Bruce Mazlish, a highly regarded historian who served as a professor of history at MIT for more than 50 years, died of natural causes on Nov. 27. He was 93 years old.

A winner of the prestigious Toynbee Prize, which recognizes social scientists for significant academic and public contributions to humanity, Mazlish published numerous influential volumes in the course of his career, including "The Western Intellectual Tradition: From Leonardo to Hegel" (Harper Bros, 1960), which is still used in college courses today.

Mazlish pioneered the field of psychohistory, along with historians such as Erik Erikson, in volumes including "James and John Stuart Mill: Father and Son in the 19th Century" (Basic Books, 1975). Over more than five decades as a scholar, he published more than two dozen volumes of history and was named a fellow of the American Academy of Arts and Sciences.

Born in Brooklyn, New York, on Sept. 15, 1923, Mazlish attended Boys High School and graduated from Columbia University in 1940. During World War II, he served in the Office of Strategic Services, the precursor to the modern Central Intelligence Agency, and he later returned to Columbia to earn his PhD in European studies.

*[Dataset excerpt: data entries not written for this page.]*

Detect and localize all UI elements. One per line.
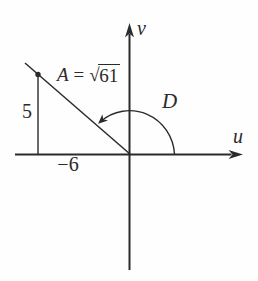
v-axis-label: v bbox=[137, 18, 146, 38]
vertical-component-label: 5 bbox=[19, 101, 35, 121]
magnitude-label: A = √ 61 bbox=[57, 64, 120, 86]
angle-arc bbox=[100, 111, 175, 155]
angle-label: D bbox=[162, 91, 177, 112]
magnitude-variable: A bbox=[57, 64, 69, 86]
radicand-value: 61 bbox=[98, 64, 120, 86]
vector-diagram: v u D 5 −6 A = √ 61 bbox=[0, 0, 258, 281]
equals-sign: = bbox=[74, 64, 85, 86]
diagram-canvas bbox=[0, 0, 258, 281]
horizontal-component-label: −6 bbox=[54, 154, 82, 174]
u-axis-label: u bbox=[233, 126, 243, 146]
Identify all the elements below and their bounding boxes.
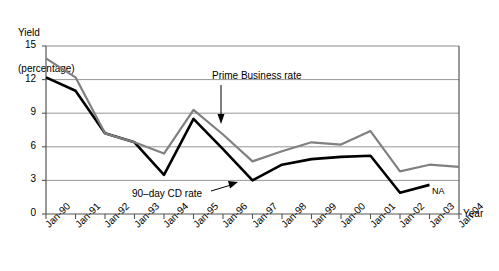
arrow-cd-head (228, 181, 238, 189)
plot-area (0, 0, 499, 271)
y-tick-label: 9 (14, 106, 36, 117)
series-line (46, 58, 459, 171)
y-tick-label: 6 (14, 140, 36, 151)
y-tick-label: 12 (14, 73, 36, 84)
y-tick-label: 3 (14, 173, 36, 184)
series-line (46, 77, 430, 192)
y-tick-label: 15 (14, 39, 36, 50)
yield-line-chart: Yield (percentage) Year Prime Business r… (0, 0, 499, 271)
arrow-prime-head (218, 114, 225, 124)
annotation-arrows (211, 85, 238, 191)
y-tick-label: 0 (14, 207, 36, 218)
series-lines (46, 58, 459, 192)
arrow-cd-shaft (211, 185, 231, 191)
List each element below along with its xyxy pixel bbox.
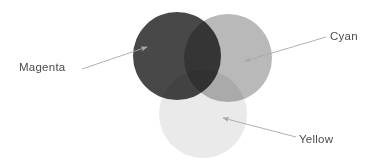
label-yellow: Yellow: [299, 134, 333, 146]
label-cyan: Cyan: [330, 31, 358, 43]
figure-canvas: Magenta Cyan Yellow: [0, 0, 383, 165]
venn-circles: [133, 12, 272, 158]
label-magenta: Magenta: [19, 62, 66, 74]
circle-yellow: [159, 70, 247, 158]
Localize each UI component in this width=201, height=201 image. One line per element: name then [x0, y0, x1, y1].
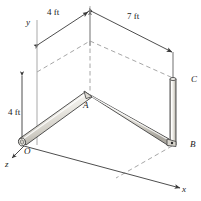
figure-container: 4 ft 7 ft 4 ft O A B C x y z — [0, 0, 201, 201]
pipe-ab-highlight — [87, 94, 170, 141]
dimension-label-4ft-height: 4 ft — [8, 108, 20, 117]
pipe-end-cap-c — [170, 78, 176, 81]
joint-b-dot — [171, 142, 173, 144]
dimension-label-7ft-top: 7 ft — [127, 12, 139, 21]
axis-label-y: y — [26, 18, 30, 27]
point-label-a: A — [83, 101, 89, 110]
axis-label-z: z — [5, 160, 9, 169]
pipe-oa-highlight — [21, 94, 87, 141]
z-axis-line — [12, 146, 24, 158]
point-label-b: B — [190, 140, 196, 149]
point-label-c: C — [191, 75, 197, 84]
point-label-o: O — [24, 147, 31, 156]
pipe-segment-oa — [19, 92, 92, 145]
axis-label-x: x — [182, 185, 186, 194]
pipe-segment-bc — [170, 79, 176, 145]
dimension-label-4ft-top: 4 ft — [47, 8, 59, 17]
construction-dashed-lines — [37, 41, 173, 178]
coordinate-axes — [12, 146, 180, 188]
x-axis-line — [24, 146, 180, 188]
guide-lines — [37, 6, 173, 145]
pipe-assembly-diagram — [0, 0, 201, 201]
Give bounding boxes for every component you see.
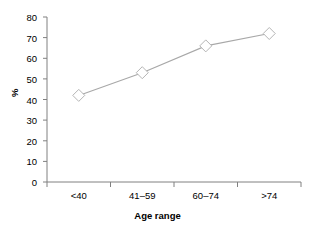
x-axis-ticks	[47, 182, 301, 187]
y-tick-label-10: 10	[13, 157, 37, 167]
x-tick-label-60-74: 60–74	[175, 191, 237, 201]
x-axis-title: Age range	[0, 211, 315, 221]
y-tick-label-20: 20	[13, 137, 37, 147]
y-tick-label-60: 60	[13, 54, 37, 64]
series-line	[79, 34, 269, 96]
y-axis-title: %	[10, 83, 20, 103]
y-tick-label-70: 70	[13, 34, 37, 44]
y-tick-label-80: 80	[13, 13, 37, 23]
x-tick-label-under-40: <40	[48, 191, 110, 201]
data-point-marker	[200, 40, 212, 52]
y-tick-label-0: 0	[13, 178, 37, 188]
chart-container: 80 70 60 50 40 30 20 10 0 <40 41–59 60–7…	[0, 0, 315, 230]
data-point-marker	[136, 67, 148, 79]
x-tick-label-41-59: 41–59	[111, 191, 173, 201]
y-axis-ticks	[43, 17, 47, 182]
data-point-marker	[73, 89, 85, 101]
data-point-marker	[263, 28, 275, 40]
x-tick-label-over-74: >74	[238, 191, 300, 201]
y-tick-label-30: 30	[13, 116, 37, 126]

After spells as a journalist and then a high school teacher, Mazlish joined the faculty of the University of Maine in Brunswick, before coming to MIT in 1955. He subsequently spent the rest of his professional life at the Institute, retiring in 2003. Courses he taught include “Marx, Darwin, and Freud,” “Modernity, Post-modernity and Capitalism,” and “The New Global History.”

Mazlish’s first book, "The Western Intellectual Tradition," co-authored with British mathematician Jacob Bronowski, argued that the foundations for modern science can be found in a set of insights initially made during the Renaissance. This and other of Mazlish’s volumes found a broad and enthusiastic general readership. His well-known profile of President Richard Nixon, "In Search of Nixon," which was published just a month before the Watergate revelations, remains widely read to this day.

In the late 1980s, Mazlish began to explore post-WWII globalization, examining the idea of humanity from an historical and interdisciplinary perspective. Out of this came, among other things, the New Global History Initiative, launched in the early 2000s with the goal of reimagining the study of history in a more pluralistic, multicultural age.

Mazlish is survived by his wife, Neva Goodwin, of Cambridge, Massachusetts; his sister, Elaine Wyden, of Westport, Connecticut; and a former wife, Anne Mazlish, of Mount Desert, Maine. His first marriage was to Constance Shaw, who passed away in 1993. He is also survived by his four children, Cordelia Savala and Peter Shaw Mazlish of Atlanta, Georgia; Anthony Mazliish of Chevy Chase, Maryland; and Jared Mazlish of Burlington, Vermont; as well as two stepchildren and six grandchildren.

Press Mentions

New York Times

New York Times reporter Paul Vitello writes that Prof. Emeritus Bruce Mazlish, a historian known for his psychoanalytical biographies of world leaders, died at age 93. Mazlish’s “experience teaching European history to young scientists and engineers inspired a lifelong interest in understanding the divide between science and the humanities.”